“Programmer essentials”

The sliding window method, also known as the ruler method (may not be equal, something like this =. =), can be used to solve some problems to find the properties (length, etc.) of continuous intervals that meet certain conditions. Because the interval is continuous, when the interval changes, the search space can be pruned by the old calculation results, which reduces the repeated calculation and time complexity. Problems such as “please find xx of the most x interval (substring, subarray) satisfying XX” can be solved using this method.

The longest string without repetition

Given a string s, find the length of the smallest string that does not contain repeating characters

Enter: s = “abcabcbb”

Output: 3

Explanation: Since the oldest string without repeating characters is “ABC”, its length is 3.

Before because I did a similar topic, my first idea is to use ASLL code, the characters into corresponding number, corresponding to an array of coordinates, using an array of storage to the occurrence of a string of number, but in the process of implementation, I found in the process of character turn into, is very trouble, so I thought of a data structure, hash table, We don’t have to worry about that with hash tables

We combine double Pointers, we iterate over the right pointer, we iterate over the element into the hash table, and when we encounter a repeating element in the hash table, we move the pointer, we move to the next bit of the repeating element, and the right pointer moves again.

public int lengthOfLongestSubstring(String s) { Set<Character> a=new HashSet<>(); int n=s.length(); int right=0,max=0; for (int i=0; i<n; i++){ if(i! =0){ a.remove(s.charAt(i-1)); } while (right < n && ! a.contains(s.charAt(right))){ a.add(s.charAt(right)); right++; } max=Math.max(max,right-i); } return max; }Copy the code

String arrangement

Given two strings s1 and s2, write a function to determine whether S2 contains a permutation of s1. In other words, one of the permutations of S1 is a substring of S2.

Requirements:

1 <= s1.length, s2.length <= 104

S1 and S2 contain only lowercase letters

Input: s1 = “ab” s2 = “eidbaooo”

Output: true,

Explanation: S2 contains one of the permutations of S1 (“ba”).

Input: s1= “ab” s2 = “eidboaoo”

Output: false

At the very beginning, this problem reminded me of the solution of my last problem, which used the coordinate of array to represent the element. Since its qualification condition only contains lowercase letters, we can use the value of ASLL to represent the element well.

There are too many kinds of substrings. But because of substrings, as long as we have the same kind of elements and the same number of elements, we can judge that they are the same, but in different order.

public boolean checkInclusion(String s1, String s2) { int [] num1=new int[26]; int [] num2=new int[26]; if((s2.length()-s1.length())<0){ return false; } for(int I =0; int I =0; i<s1.length(); i++){ num1[s1.charAt(i)-'a']++; num2[s2.charAt(i)-'a']++; } if(Arrays.equals(num1,num2)){ return true; } for(int I =s1.length(); i<s2.length(); I ++){// Add a new element num2[s2.charat (I)-'a']++; / / remove the first element in the window num2 [s2. The charAt (I - s1. The length () - 'a'] -; if(Arrays.equals(num1,num2)){ return true; } } return false; }Copy the code

Because we’re storing letters in an array, we just have to check if the elements in the array are the same and we know if the strings are the same.

I don’t know where I learned it, but I never forgot how to use it, so it’s pretty easy to use it myself.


EXERCISE: Only lines with the word "phaseSe" are wanted; copy each of them from the listing below.

RECORDS TO USE:

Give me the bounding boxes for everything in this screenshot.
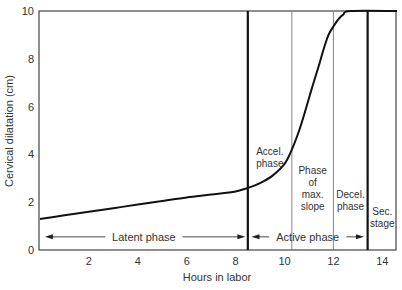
chart-svg: Accel.phasePhaseofmax.slopeDecel.phaseSe… xyxy=(0,0,402,290)
y-axis-title: Cervical dilatation (cm) xyxy=(3,75,15,187)
phase-span-label: Latent phase xyxy=(112,231,176,243)
phase-span-label: Active phase xyxy=(276,231,339,243)
phase-label: Phase xyxy=(298,165,327,176)
phase-label: of xyxy=(308,177,317,188)
x-tick-label: 14 xyxy=(376,255,388,267)
y-tick-label: 10 xyxy=(22,5,34,17)
phase-label: Accel. xyxy=(256,146,283,157)
phase-label: stage xyxy=(370,218,395,229)
plot-frame xyxy=(39,11,396,250)
x-tick-label: 2 xyxy=(86,255,92,267)
x-tick-label: 8 xyxy=(233,255,239,267)
phase-label: phase xyxy=(256,158,284,169)
dilatation-curve xyxy=(40,11,397,219)
y-tick-label: 4 xyxy=(28,148,34,160)
arrow-right-icon xyxy=(237,234,245,239)
phase-divider-lines xyxy=(248,11,368,250)
x-tick-label: 12 xyxy=(327,255,339,267)
phase-label: Sec. xyxy=(372,206,392,217)
phase-label: Decel. xyxy=(336,189,364,200)
y-axis-ticks: 0246810 xyxy=(22,5,34,256)
x-tick-label: 4 xyxy=(135,255,141,267)
arrow-left-icon xyxy=(45,234,53,239)
phase-label: phase xyxy=(337,201,365,212)
y-tick-label: 6 xyxy=(28,101,34,113)
series-line xyxy=(40,11,397,219)
x-tick-label: 6 xyxy=(184,255,190,267)
x-tick-label: 10 xyxy=(278,255,290,267)
phase-label: slope xyxy=(301,201,325,212)
arrow-right-icon xyxy=(356,234,364,239)
arrow-left-icon xyxy=(251,234,259,239)
y-tick-label: 0 xyxy=(28,244,34,256)
x-axis-title: Hours in labor xyxy=(183,271,252,283)
labor-curve-chart: Accel.phasePhaseofmax.slopeDecel.phaseSe… xyxy=(0,0,402,290)
y-tick-label: 2 xyxy=(28,196,34,208)
plot-border xyxy=(39,11,396,250)
phase-label: max. xyxy=(302,189,324,200)
x-axis-ticks: 2468101214 xyxy=(86,255,389,267)
y-tick-label: 8 xyxy=(28,53,34,65)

YOUR SOLUTION:
chart-svg: Accel.phasePhaseofmax.slopeDecel.phaseSe… xyxy=(0,0,402,290)
labor-curve-chart: Accel.phasePhaseofmax.slopeDecel.phaseSe… xyxy=(0,0,402,290)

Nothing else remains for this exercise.